There it is. “Liability,” the word that sends shivers down the spine of too many modern bishops. Here the Archdiocese is admitting that it fears getting sued (the touching mention of “personal liability” covers the real boogeyman: corporate liability). That’s why it won’t give exemptions.
And then there’s reason #2: embarrassment. Simply put, these Church leaders don’t want to be criticized. If they allow priests to grant exemptions, the Church will be lambasted by all the Right People. They won’t be able to cozy up to the movers and shakers at the next big society event, and they will be hindered in their ability to ask for more government funds. The memo doesn’t even mention The Safety of Our Flock, the usual catch phrase used to hide their true motivations.
So can priests sign letters granting a religious exemption to Catholics? Should they?
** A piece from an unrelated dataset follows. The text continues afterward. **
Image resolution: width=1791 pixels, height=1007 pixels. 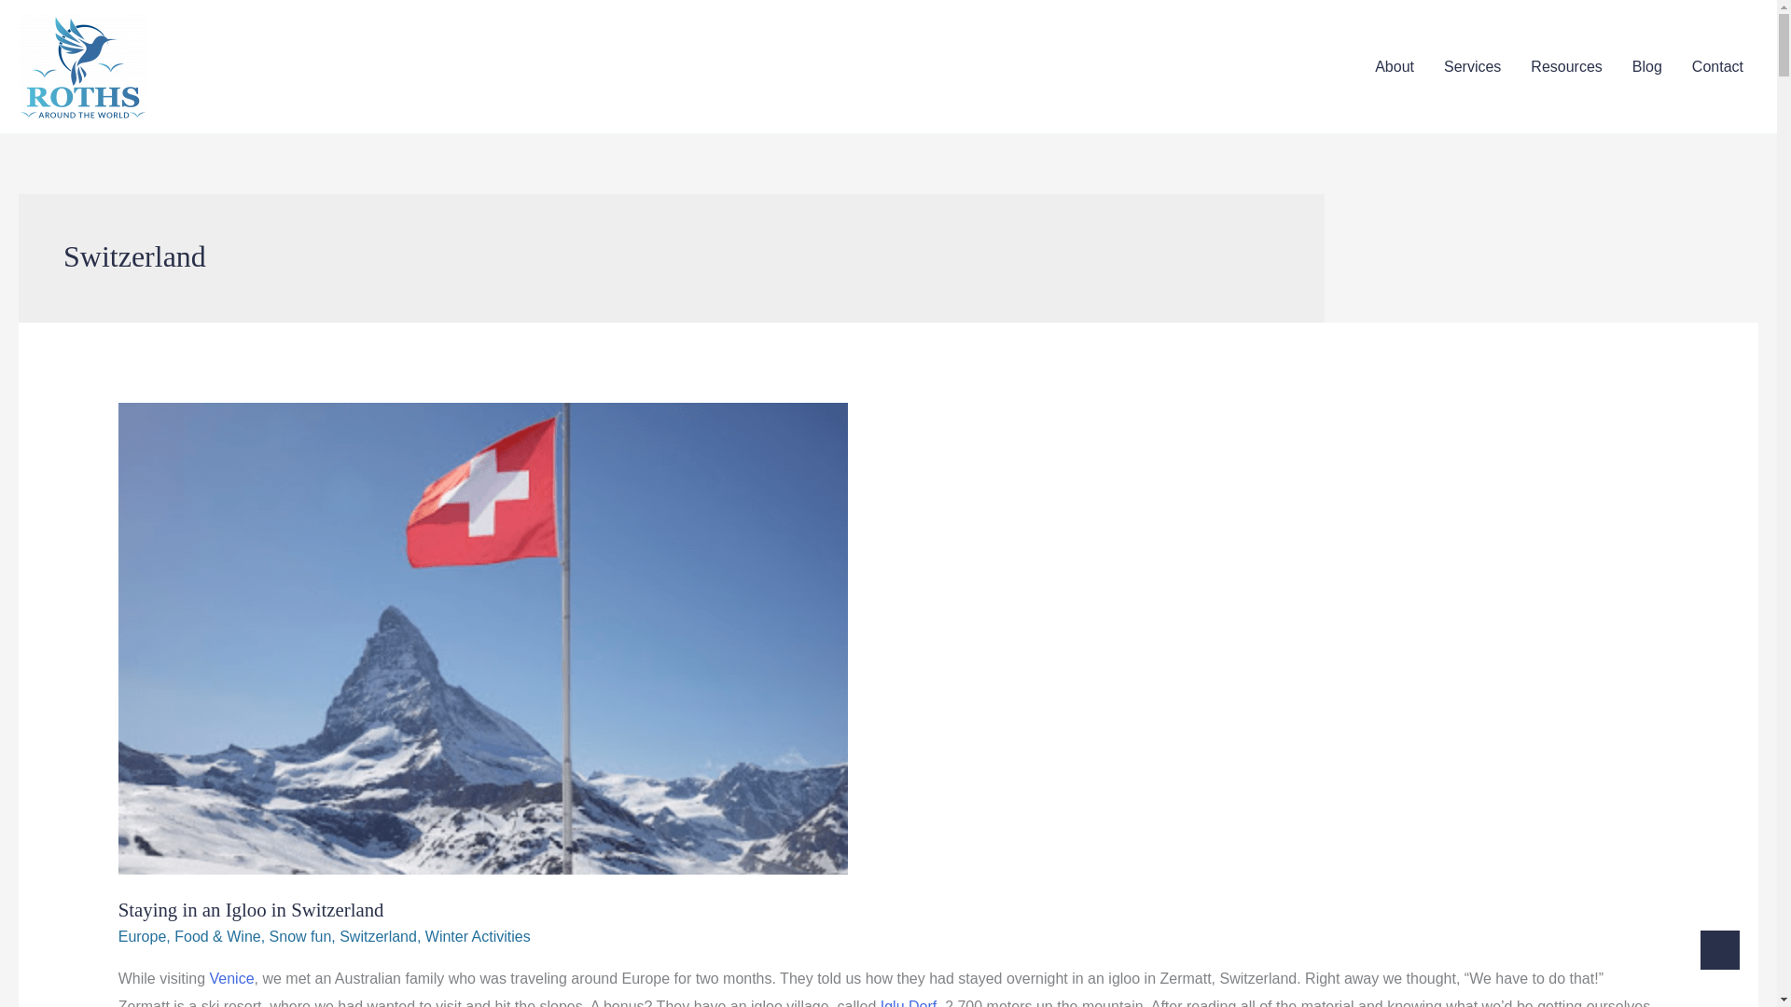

Absolutely. While the Church does not teach that there are no circumstances in which a Catholic can receive an abortion-tainted vaccine, a priest can state that a Catholic in good conscience can refuse the jab on religious grounds. A great sample of such a letter can be found at the website of the National Catholic Bioethics Center. And happily the Colorado Catholic Conference recently put out a statement that defended the right of Catholics to seek a religious exemption in this regard, although to my knowledge they are the only bishops to do so as of this writing.
It is a core part of our faith that life has dignity from the moment of conception. To kill such life and use it for medical experimentation violates that dignity in a profound manner. The moral stakes are very high, and so any participation in that evil—even participation quite remote—demands a great evil to justify it.
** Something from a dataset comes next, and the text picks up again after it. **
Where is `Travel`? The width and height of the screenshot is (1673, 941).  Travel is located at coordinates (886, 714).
Yes, some Catholics might believe the COVID-19 pandemic evil enough and the participation remote enough to justify the shot. But others will not, and their prudential judgement still follows the religious teaching of the Catholic Faith.
Writing religious exemption letters would be the truly pastoral approach. After all, Catholics “who are strongly pro-life and very loyal to the teaching of the faith” are not contradicting any moral teaching of the Church; if anything, they are the most faithful to the Church’s teachings. For the Church to allow them a religious exemption takes seriously what the Church actually teaches about this issue.
Further, such an approach also takes seriously the need to push for morally uncompromised vaccines, which the Church has always encouraged. If Church leaders refuse to grant religious exemptions, how can they then go to vaccine makers and argue that they want non-abortion-related vaccines? Their very arguments are undermined.
Church leaders claim serious qualms regarding the vaccines’ connection to abortion, and say they want to push companies not to use aborted baby cell lines. If this is true, then they must back it up with action. The best way to do this would be to encourage Catholics to refuse the COVID-19 vaccines until one not tainted by abortion is available. That option is clearly a bridge too far for most Church leaders. At the very least, then, they should follow the guidance of the Church in allowing Catholics to pursue religious exemptions to the shot. This may lead to embarrassment—and even liability—but aren’t the babies worth it?